Share Improve this question edited Aug 30, 2019 at 16:22 Peter Mortensen 31.6k22 gold badges109 silver badges133 bronze badges asked Jan 27, 2019 at 0:28 MilesZewMilesZew 6871 gold badge8 silver badges21 bronze badges 1- Q1: Has this ever worked, with any version of NodeJS? Q2: Does the file pass JSON validation (for example, https://jsonlint.com)? If Q1= N and Q2= Y, consider substituting "require" for "import" (and changing your syntax accordingly). – paulsm4 Commented Jan 27, 2019 at 0:41
5 Answers
Reset to default 8Have you been able to use the import
keyboard elsewhere in your code? The issue here may be that you aren't transpiling your code into ECMAScript 5. Since import
is an ECMAScript 6 feature, it hasn't yet been fully supported by Node.js. If you use a tool like Babel to transpile your code, you may fix this issue. If you don't want to do this, try using require
instead.
As noted, in Node.js 9+ you can also use it in .mjs files with the --experimental-modules
flag enabled.
node --experimental-modules file.mjs
Node.js import
compatibility
It's only supported with an experimental flag. You should use the --experimental-modules
flag.
Or just use require simple as that or if you really want, you can transpile your code with browserify, babel or parcel or whatever.
I think this should work if you run code like this:
node --experimental-modules index.mjs
Note that it uses the mjs
extension (modular JavaScript I think).
You try this.
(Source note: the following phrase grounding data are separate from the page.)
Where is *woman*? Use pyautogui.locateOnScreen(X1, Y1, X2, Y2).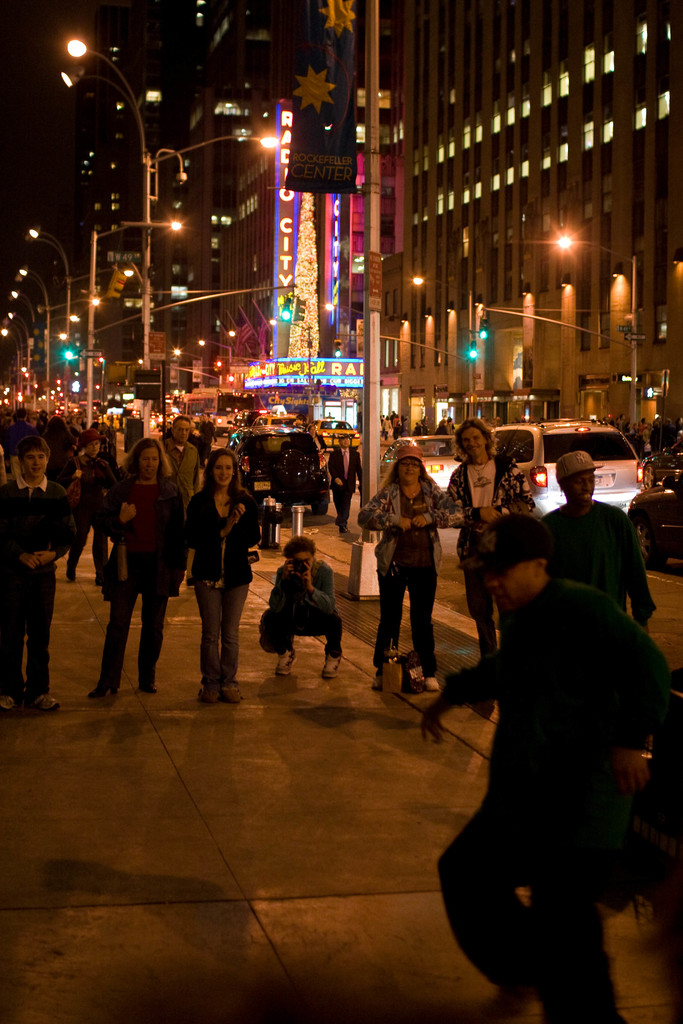
pyautogui.locateOnScreen(181, 451, 262, 701).
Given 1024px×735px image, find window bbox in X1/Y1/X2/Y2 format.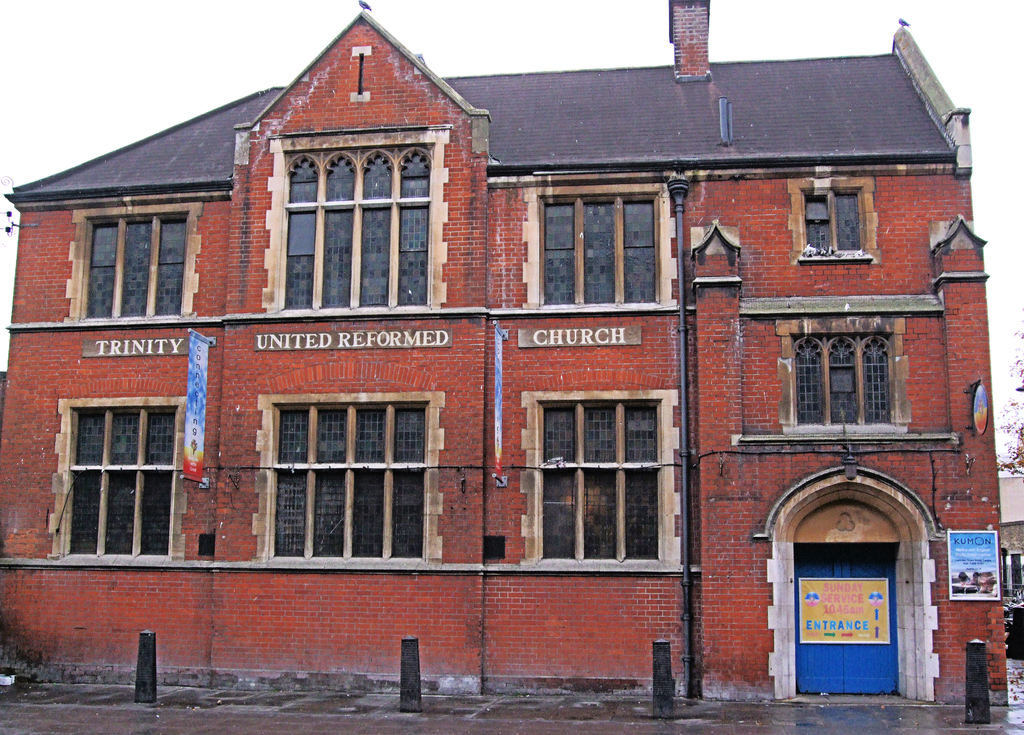
271/411/426/559.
Hope it helps
const 'your_variable' = require('your_required_module or file_path')
In your case
const dict = require( './words_dictionary')
Install necessary packages
npm install @babel/core @babel/register @babel/preset-env --save-dev
Add start.js file
// Transpile all code following this line with babel and use
'@babel/preset-env' (aka ES6) preset.
require("@babel/register")({
presets: ["@babel/preset-env"]
});
// Import the rest of our application.
module.exports = require('./server.js')
This type of Error can be caused by different kinds of mistake.
Make sure that while using import statement, your file type must be module.
This can be achieved by using '.mjs' extension OR
by using "type": "module" in package.json
And for module file use '.cjs' extension
Use this to get rid of most of the errors-
import * as name from "module_path"
OR import {function/variable} from "path"
If you are using VS Code then
U may install "Flow Language Support" for ease in work.